Trigger Warning: SA
Let’s talk about pink. Millennial pink, Barbie pink, and just pink in all its unapologetically soft, feminine glory. For most of my life, I avoided it like the plague. Pink felt too vulnerable, too girly, too... much.
Fast forward to 2020 and I’m in my pink era… And it feels like reclaiming a part of myself I didn’t even realize I was missing.
As a little girl, I didn’t have the quintessential pink princess bedroom. No frilly bedspread, no pastel walls, no fairy tale kingdom vibe. That wasn’t me—or at least, it wasn’t my reality. I like to think the girls who grew up with those bedrooms are the ones who now have homes that scream boho chic. You know, the neutrals-only crowd with beige rugs and wicker accents. (No shade—your plant collection is thriving and I’ve barely watered mine this week.)

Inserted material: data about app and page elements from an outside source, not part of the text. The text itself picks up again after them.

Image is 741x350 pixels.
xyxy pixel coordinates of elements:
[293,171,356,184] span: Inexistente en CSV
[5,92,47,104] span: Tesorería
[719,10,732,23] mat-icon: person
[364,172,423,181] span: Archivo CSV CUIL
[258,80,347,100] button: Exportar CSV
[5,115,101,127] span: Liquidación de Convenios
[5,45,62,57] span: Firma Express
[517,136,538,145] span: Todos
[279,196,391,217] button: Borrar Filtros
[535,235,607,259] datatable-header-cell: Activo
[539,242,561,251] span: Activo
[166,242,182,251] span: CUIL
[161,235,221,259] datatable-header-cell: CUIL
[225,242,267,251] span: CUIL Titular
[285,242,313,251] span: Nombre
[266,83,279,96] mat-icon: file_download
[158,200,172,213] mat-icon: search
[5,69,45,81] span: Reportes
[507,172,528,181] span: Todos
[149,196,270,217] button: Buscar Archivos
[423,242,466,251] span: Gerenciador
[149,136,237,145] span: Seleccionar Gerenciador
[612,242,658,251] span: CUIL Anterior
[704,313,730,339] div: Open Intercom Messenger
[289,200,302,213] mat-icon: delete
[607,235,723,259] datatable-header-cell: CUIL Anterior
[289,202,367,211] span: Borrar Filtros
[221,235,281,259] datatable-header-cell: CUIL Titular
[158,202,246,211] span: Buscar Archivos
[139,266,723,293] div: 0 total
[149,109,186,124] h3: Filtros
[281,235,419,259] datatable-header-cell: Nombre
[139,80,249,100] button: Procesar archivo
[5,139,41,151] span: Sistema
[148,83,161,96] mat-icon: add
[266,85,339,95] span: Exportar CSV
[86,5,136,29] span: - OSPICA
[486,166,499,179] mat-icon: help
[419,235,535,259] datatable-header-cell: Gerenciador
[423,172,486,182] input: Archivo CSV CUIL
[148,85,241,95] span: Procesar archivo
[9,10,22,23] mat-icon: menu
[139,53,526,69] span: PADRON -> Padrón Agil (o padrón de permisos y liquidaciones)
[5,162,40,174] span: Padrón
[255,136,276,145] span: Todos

But me? I was never that girl. Pink wasn’t part of my story because I didn’t want it to be. It felt like a trap—too soft, too obvious, too ‘girly’. I was the anti-pink poster child. I hung out with the boys, wore camo, and lived in black hoodies that doubled as invisibility cloaks.
Truth is: I avoided being feminine because I thought femininity made me a target. When I was very young, someone made me feel unsafe in my own skin. SA has a way of reshaping how you see yourself—and how you think the world sees you.